If I had a KMaaS in 2013

This is a story about how I came to wish for a pure-cloud Key Management System (KMS), delivered in the form of a SaaS offering, for the strong encryption of unstructured data. In other words, a true Key Management as a Service (KMaaS) that could be decoupled entirely from expensive conventional Hardware Security Module (HSM) appliances, deliver cryptographic security (rather than password or trust based), and yet, scale at cloud economics.

Back in 2013, I was at an Enterprise File Sync and Sharing (EFSS) business called Soonr. The service combined cloud file management with active backup for BDR/DLP functions and included secure mobile productivity applications with built-in MDM/MAM tools – it truly was a one-stop-shop for businesses looking to migrate not just their file servers to the cloud but their entire workflows. We sold our services primarily through large mobile operators and cloud service providers under their own brands – preferring this white-label or OEM model helped us leverage existing strong channels but it also gave us 160,000 businesses spread over 135 countries served out of four geo-redundant jurisdictions. In other words, we had many customers who were not in the U.S.

A big part of Soonr’s value proposition was security. Our service had granular policies and reporting for every possible sharing action, access control, file management, and application management. We knew iOS and Android platforms had all sorts of problems with the way apps could grab each other’s data out of their respective caches without the user knowing, so we used end-to-end encryption for mobile access. The heavy data-plane used in syncing large files between servers and clients required AES-256, and we encrypted all copies, versions, and backups of data in the cloud with strong encryption using unique-per-file keys. The geo-redundant regions allowed us to guarantee that our customers’ data would stay in their country and we had the only EULA in the business that said so. We offered telco-grade SLA’s and HIPAA BAA contracts before most people thought those were practical for a very inexpensive public cloud service. Of course, we ran our own Key Management Systems and audited those systems religiously. We thought all was good. We had the keys.

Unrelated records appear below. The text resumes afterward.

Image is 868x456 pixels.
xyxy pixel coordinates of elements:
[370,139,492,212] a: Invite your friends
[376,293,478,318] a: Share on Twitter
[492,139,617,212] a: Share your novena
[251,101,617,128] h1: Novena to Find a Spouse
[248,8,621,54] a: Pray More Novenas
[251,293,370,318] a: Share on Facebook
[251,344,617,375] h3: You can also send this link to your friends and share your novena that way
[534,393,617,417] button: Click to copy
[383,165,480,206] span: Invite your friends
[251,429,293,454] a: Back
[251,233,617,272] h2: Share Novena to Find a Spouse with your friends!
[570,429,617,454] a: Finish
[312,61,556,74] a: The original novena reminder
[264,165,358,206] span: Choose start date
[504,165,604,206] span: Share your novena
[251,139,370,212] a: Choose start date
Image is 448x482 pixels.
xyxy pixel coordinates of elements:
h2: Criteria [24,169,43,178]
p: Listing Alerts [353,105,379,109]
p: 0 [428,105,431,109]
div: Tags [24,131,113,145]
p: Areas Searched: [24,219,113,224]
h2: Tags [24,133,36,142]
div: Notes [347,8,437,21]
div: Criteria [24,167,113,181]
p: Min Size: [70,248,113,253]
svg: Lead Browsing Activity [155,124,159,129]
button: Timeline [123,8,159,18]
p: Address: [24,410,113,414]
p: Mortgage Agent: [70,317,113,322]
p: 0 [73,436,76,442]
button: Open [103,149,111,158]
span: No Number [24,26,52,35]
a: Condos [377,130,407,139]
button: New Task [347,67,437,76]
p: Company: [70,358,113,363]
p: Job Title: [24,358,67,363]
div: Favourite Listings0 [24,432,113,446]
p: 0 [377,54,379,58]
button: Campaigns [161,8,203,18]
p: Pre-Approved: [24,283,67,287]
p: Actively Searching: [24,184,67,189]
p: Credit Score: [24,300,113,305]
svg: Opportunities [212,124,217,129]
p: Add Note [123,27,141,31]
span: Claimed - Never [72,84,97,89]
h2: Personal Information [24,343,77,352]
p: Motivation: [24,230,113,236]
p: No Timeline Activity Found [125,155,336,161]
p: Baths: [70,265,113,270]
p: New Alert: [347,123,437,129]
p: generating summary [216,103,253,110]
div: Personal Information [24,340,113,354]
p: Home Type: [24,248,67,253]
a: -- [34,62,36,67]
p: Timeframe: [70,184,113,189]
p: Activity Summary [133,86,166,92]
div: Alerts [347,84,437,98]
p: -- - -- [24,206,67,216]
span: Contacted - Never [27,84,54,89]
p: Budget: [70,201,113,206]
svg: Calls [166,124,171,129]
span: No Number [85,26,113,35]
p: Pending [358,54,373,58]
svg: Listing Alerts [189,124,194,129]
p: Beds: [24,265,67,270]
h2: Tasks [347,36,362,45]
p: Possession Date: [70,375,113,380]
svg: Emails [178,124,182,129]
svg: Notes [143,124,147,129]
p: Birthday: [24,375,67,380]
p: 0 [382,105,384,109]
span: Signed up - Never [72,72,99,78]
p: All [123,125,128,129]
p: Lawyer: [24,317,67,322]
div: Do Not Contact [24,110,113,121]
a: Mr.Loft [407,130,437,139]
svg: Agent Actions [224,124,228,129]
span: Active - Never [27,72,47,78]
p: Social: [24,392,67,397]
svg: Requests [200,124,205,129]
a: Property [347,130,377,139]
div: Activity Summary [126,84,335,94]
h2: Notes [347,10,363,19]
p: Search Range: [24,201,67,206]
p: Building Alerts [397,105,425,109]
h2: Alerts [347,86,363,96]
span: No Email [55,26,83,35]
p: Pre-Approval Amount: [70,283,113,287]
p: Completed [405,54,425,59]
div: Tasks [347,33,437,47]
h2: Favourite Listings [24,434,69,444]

In June of 2013, Edward Snowden changed all that. In the course of a week, I had several large resellers ask how they could manage their own encryption keys because they could no longer trust and therefore do business with a Cloud Service Provider (CSP) based in the U.S. All the explanation in the world could not convince them otherwise and we now risked losing several large partners and end-customers. Trust was lost. They needed answers.

At that point, our world consisted of multiple mutually distrustful parties, not just between humans but machine-to-machine processes as well, with the owners of the content demanding full control over the encryption keys used by our cloud service. We also realized that telling our customers to build their own on-prem KMS systems was futile – they were trying to move everything to the cloud to extract all the efficiency possible out of their capital and human resources. Even worse was the suggestion that they use a hosted KMS from yet another third party SaaS provider (traditional HSM’s can be adapted for cloud service using multi-tenant front-ends). Not only was this very costly, but had the added downside of shifting trust from Soonr to someone else, often larger, and held in deep suspicion. Finally, many of the “encryption as a service” tools that existed for client-side encryption were summarily dismissed because their keys are generated from passwords or other local credentials rather than being true cryptographic security. These solutions failed many of the compliance criteria in the security conscience financial, legal, and healthcare verticals we served and weren’t seen as good enough.

At the end of the day, some of Soonr’s customers that were alarmed by the events of June 2013 stopped using our services and pulled their data back into firewalled servers, others reduced the usage of services to non-critical components, but many simply remained upset and paranoid because a satisfactory solution did not exist. This negatively impacted our uptake and churn rates and ultimately hurt our business. All because our customers wanted to own and manage their encryption keys and didn’t want anyone else to have access to them.

Today, Sepior’s KMaaS is the industry’s first true cloud-native KMS, having invented the cryptographic protocols required for a practical Virtual HSM (VHSM) leveraging Multi-Party Computation (MPC) based distributed trust. Sepior gives businesses full control over the encryption keys used by their cloud service providers without relying on any single CSP, and at SaaS economics – exactly what I needed in 2013. Better late than never.